US troop morale in Afghanistan down

20 May, 2011

A new report says American troops in Afghanistan are suffering with the highest rates of mental health problems since 2005 and that morale has plummeted. The report, released Thursday, furnished the first detailed glimpse of the psychological cost of a campaign US commanders and officials say has reversed the momentum of the insurgency.
Military doctors said it was no surprise that morale had suffered given the dramatic increase in fighting, which they said was at the highest level since they started doing their mental health studies in 2003. "There are few stresses on the human psyche as extreme as the exposure to combat," Lieutenant General Eric B. Schoomaker, the Army surgeon general, said at a Pentagon news conference.
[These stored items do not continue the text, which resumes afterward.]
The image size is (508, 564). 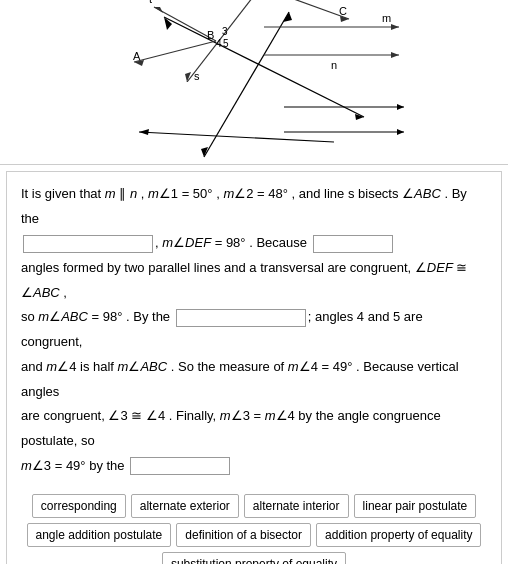 What do you see at coordinates (386, 18) in the screenshot?
I see `m-label: m` at bounding box center [386, 18].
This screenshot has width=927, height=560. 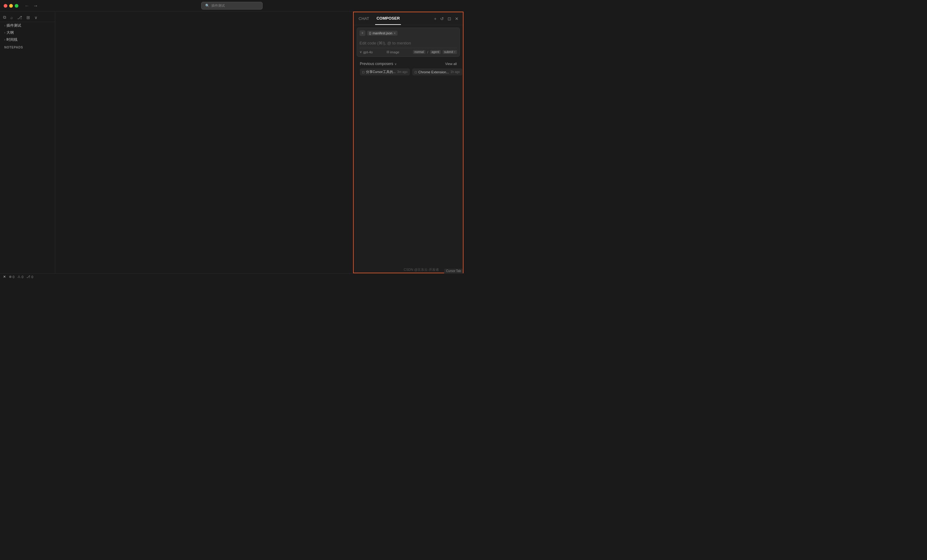 I want to click on search-bar: 🔍 插件测试, so click(x=232, y=6).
Some 70 to 80 percent of troops surveyed for the report said they had seen a buddy killed; roughly half of soldiers and 56 percent of Marines said they'd killed an enemy fighter, and about two thirds of troops said that a roadside bomb the No 1 weapon of insurgents had gone off within 55 yards of them. Those incidents were higher than what troops experienced in the previous year in Afghanistan as well as during the 2007 surge of extra troops into Iraq, the report said.
The rate of psychological problems may actually be fewer than might be expected, given the high level of combat troops are seeing, Schoomaker said. And the military said it has doubled the mental health staff in the country to help troops cope with their problems.
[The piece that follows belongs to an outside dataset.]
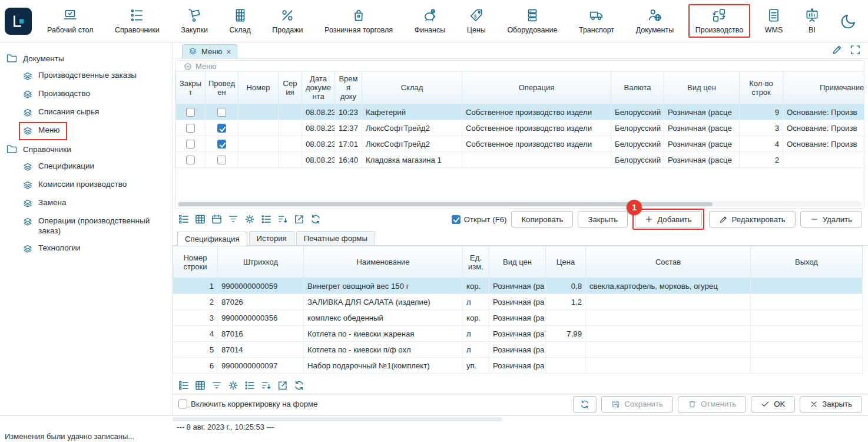 The width and height of the screenshot is (868, 442). What do you see at coordinates (188, 67) in the screenshot?
I see `collapse-icon` at bounding box center [188, 67].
The data comes from a mental health team that polled more than 900 soldiers, 335 Marines and 85 mental health workers on the Afghan battlefield during last July and August, as troops surged into the country under the Obama administration's new strategy for fighting the insurgency.
The new mental health study also reaffirms the long-held view on the price paid for repeated tours of duty: mental health problems were greater for troops on their third or fourth deployment. The military says it boosted the mental health staff in the country to one for every 646 soldiers last year compared, compared to one for every 1,123 in 2009.
Only 46.5 percent of soldiers said their morale was medium, high or very high last year, compared to 65.7 percent in 2005. For Marines, it was only 58.6 percent last year compared to 70.4 percent when they were surveyed in 2006 in Iraq.
(The report compares numbers of the Marine to their time in Iraq because they were not in Afghanistan in significant numbers before the surge) Nearly 80 percent of Marines and soldiers said they'd seen a member of their unit killed or wounded, compared to roughly half who said that in the earlier years. Nearly one in five soldiers and Marines reported psychological problems.